Suppose \((x \in X, c_i > 0)\) \[ s(x) = \sum_{i=1}^n c_i K_{E_i}(x) \] is measurable and \(E \in \mathfrak{M}\). We define

\[ I_E(s) = \sum_{i=1}^n c_i \mu(E \cap E_i). \] If \(f\) is measurable and non-negative, we define

\[ \int_E f \dd{\mu} = \sup I_E(s), \]

where the sup is taken over all measurable simple functions \(s\) such that \(0 \leq s \leq f\).

The integral may have the value \(+ \infty\). If the integral of each of the positive and negative components of a function is finite, then \(f\) is said to be integrable, or \(f \in \mathcal{L}(\mu)\). Integrability carries over to subsets.

Suppose \(f\) is measurable and non-negative on \(X\). For \(A \in \mathfrak{M}\), define

\[ \phi(A) = \int_A f\dd{\mu}. \]

Then \(\phi\) is countably additive on \(\mathfrak{M}\). The same conclusion holds for any \(f \in \mathcal{L}(\mu)\).

Suppose \(E\in\mathfrak{M}\). Let \(\{f_n\}\) be a sequence of measurable functions such that \(0 \leq f_1(x) \leq f_2(x) \leq \ldots\). Let \(f\) be defined by \(f_n(x) \to f(x)\) as \(n\to\infty\). Then

\[ \int_E f_n \dd{\mu} \to \int_E f\dd{\mu} \]

A corollary of the result is that the lebesgue integral and summation of a sequence of measurable functions commute.

Suppose \(E \in \mathfrak{M}\). If \(\{f_n\}\) is a sequence of non-negative measurable functions and

\[ f(x) = \lim_{n\to\infty}\inf f_n(x), \]

then

\[ \int_E f \dd{\mu} \leq \lim_{n\to\infty} \inf \int_E f_n \dd{\mu} \]

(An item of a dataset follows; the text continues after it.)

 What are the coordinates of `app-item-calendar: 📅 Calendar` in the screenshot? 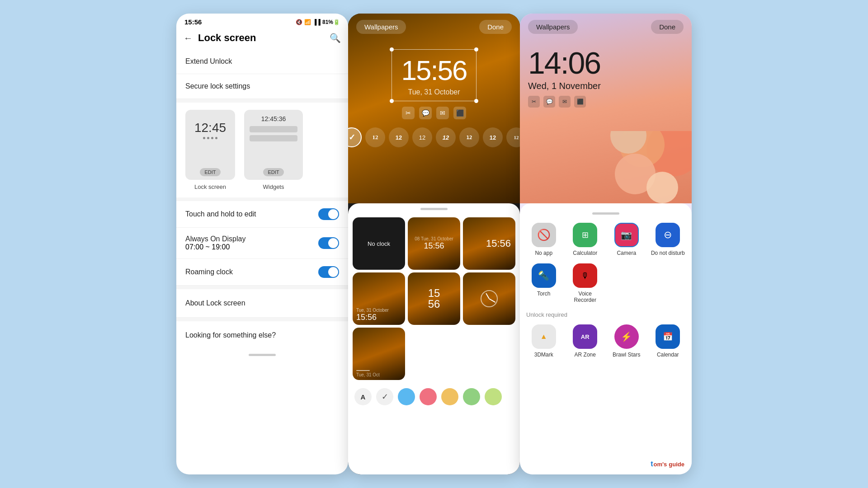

Suppose \(E \in \mathfrak{M}\). Let \(\{f_n\}\) be a sequence of measurable functions such that \[ f_n(x) \to f(x) \] as \(n\to\infty\). If there exists a function \(g \in \mathcal{L}(\mu)\) such that

\[ \vert f_n(x) | \leq g(x) \]

for all \(n\), then,

\[ \lim_{n\to\infty} \int_E f_n \dd{\mu} = \int_E f \dd{\mu} \]

In summary, the limits of measurable functions are always measurable, whereas the limits of Riemann-integrable functions may fail to be Riemann-integrable.